Sunday, December 4, 2011

On Indefinite Detention Without Trial

By Sean Kerrigan | Published: December 1, 2011

When I was a student in middle and high school, we would occasionally talk about the loss of civil liberties in tyrannical countries. It was explained to us that these dictatorships or countries headed in that direction would deny their citizens free speech, a fair trial and other basic rights. This happened in all sorts of countries, western and eastern, rich and poor. Of course we studied Nazi Germany, the Soviet Union and Communist China, but we also looked at France, Greece and Spain, countries who’s corruption didn’t lead to the deaths of millions, but did lead to their subjugation.

I never understood how their people could abandon the principles of living in a free society with so little resistance. I still don’t understand it, but I think I’m beginning to.

In the United States today, the fundamentals of what it means to live in a free society are evaporating before our eyes. Every law made at the federal level, virtually without exception, is written by and for corporations and connected elites. They fully finance the campaigns of almost every single politician in Washington DC to ensure compliance. While this has been increasingly true for some time, and has allowed our collective wealth to be diminished over the last few decades, it is just now starting to bear much more visible and dangerous legislation.



Over the last few days, the US Senate has been debating the National Defense Authorization Act of 2012 (NDAA), a bill which includes provisions that will allow the President and the military to detain any American citizen indefinitely and without trial if they are merely accused of aiding terrorists. The right to a fair and speedy trial is an inalienable right guaranteed by the Sixth Amendment; the right against indefinite detention is protected in the Fifth amendment, and yet what purpose do they serve now if someone can be held indefinitely with nothing but the government’s promise that they are guilty?

The risk of abuse is extremely high.
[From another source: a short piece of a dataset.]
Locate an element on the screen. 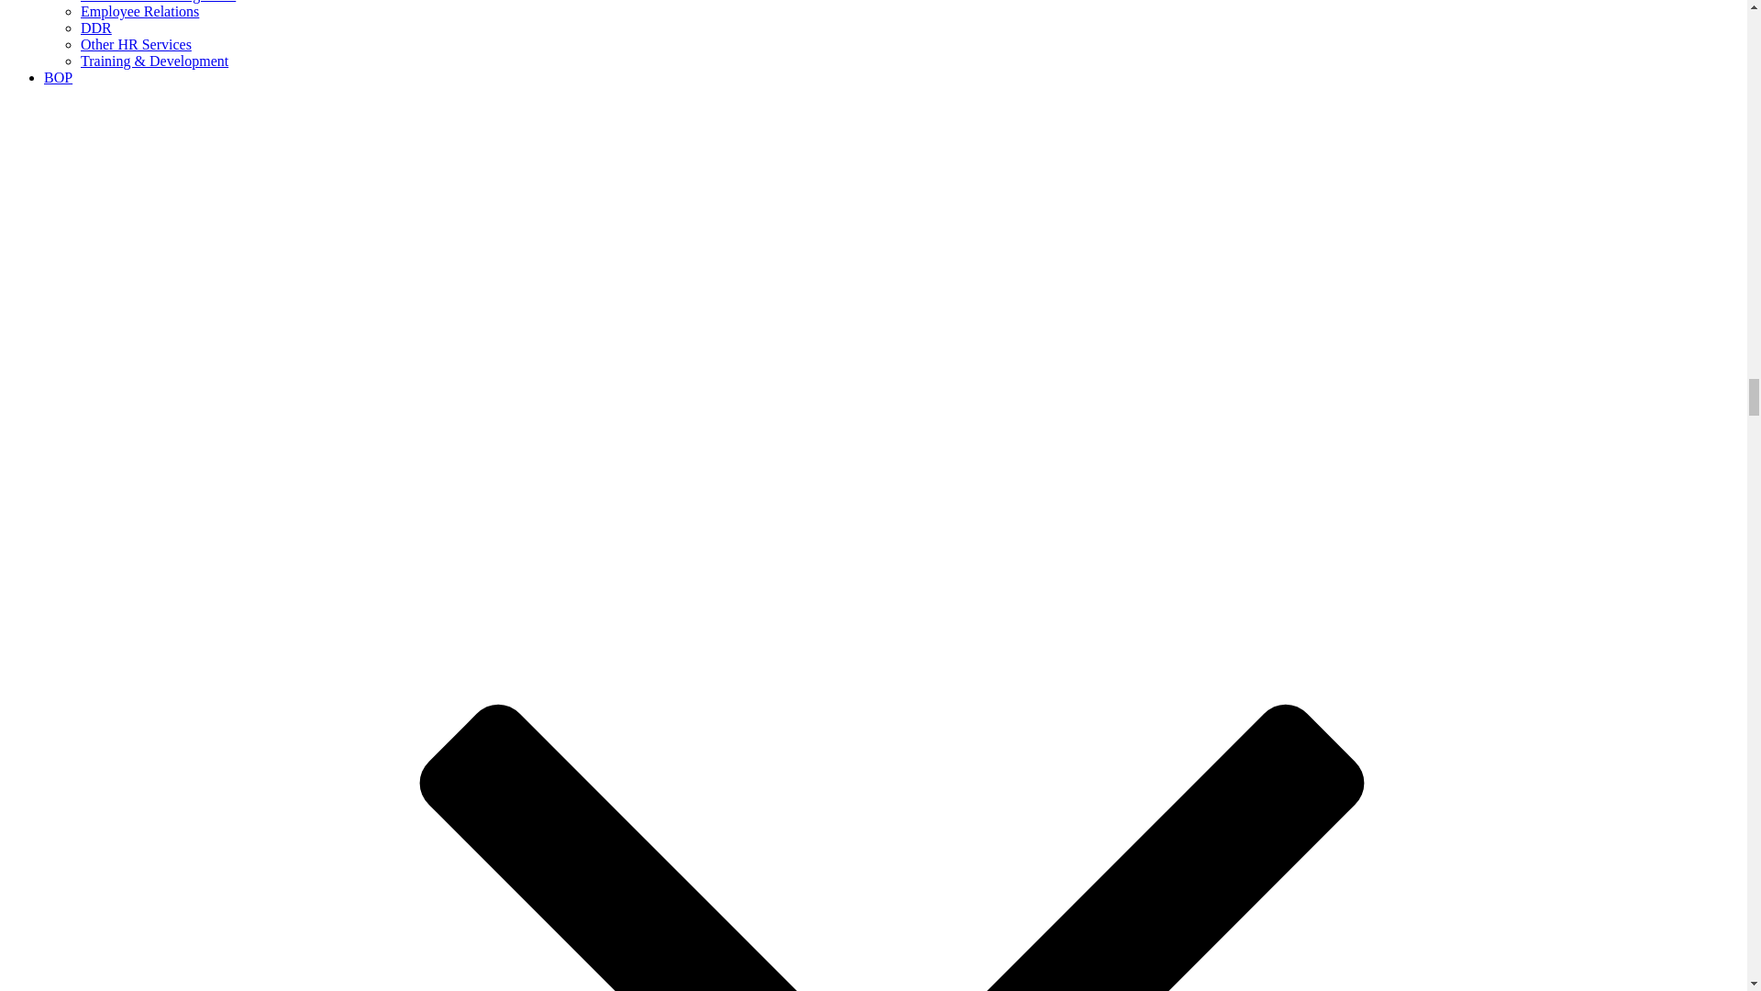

Consider the PATRIOT Act which was passed with the pretense of protecting us against terrorists, but according to New York Magazine, it has been used almost exclusively for offenses related to the drug war. Furthermore, the suspension of Posse Comitatus allows the President, not congress, to deploy the military anywhere within the United States. Giving the military the power to arrest and hold people without charge indefinitely is extremely dangerous. Is it possible to envision future protesters could be held in Guantanamo Bay indefinitely without trial?

Meanwhile, our other rights are under siege. Only a week ago, we narrowly defeated another bill which would have censored the much of the internet. It only failed because internet service providers didn’t want to be responsible for having to do the censoring. Soon, naked body scanners (banned in parts of Europe due to radiation concerns) will be installed at bus stations, train stations, government buildings and perhaps one day in schools as well.

Excessive police force is used on protesters while the bankers they oppose continue to illegally rob their own customers of billions without opposition. The police use pepper spray, measured at about 5.3 million Scoville units. It can permanently blind and kill. Meanwhile, the media ask, “When will these protesters go home?” They never ask, “When will the rule of law be restored?”

For the most part, our nation is still calm. There are no food riots. There have been few deaths related to the increasingly anti-government protests, but this is a false peace. It is what Martin Luther King Jr. called a “negative peace.” He said peace is not merely the absence of war, but the presence of justice. We live in a violent society, but it is one of silent violence. Everyone who is not completely self absorbed or otherwise distracted by the vapid media knows it.

When will we care? Will we care when the next financial crisis causes the government to institute a sort of financial martial law? Will we care when the state budgets break down and our local police are either privatized or militarized? Will we care when our state governments are overtaken by a federal dictatorship like the ones that have taken hold in Greece and Italy?

If we get lucky, President Obama will veto this bill. That’s a much more complicated matter, so I’ll leave it at that. All I ask is that you be aware and that you do not dismiss this rapidly encroaching tyranny. We will need all our wits to resist this and we cannot do so if we spend months trying to help others play catch up.

One of my old college teachers once said, “You are only as free as the least free person in the country.” If this is true, soon there may not be a single free person left in the country.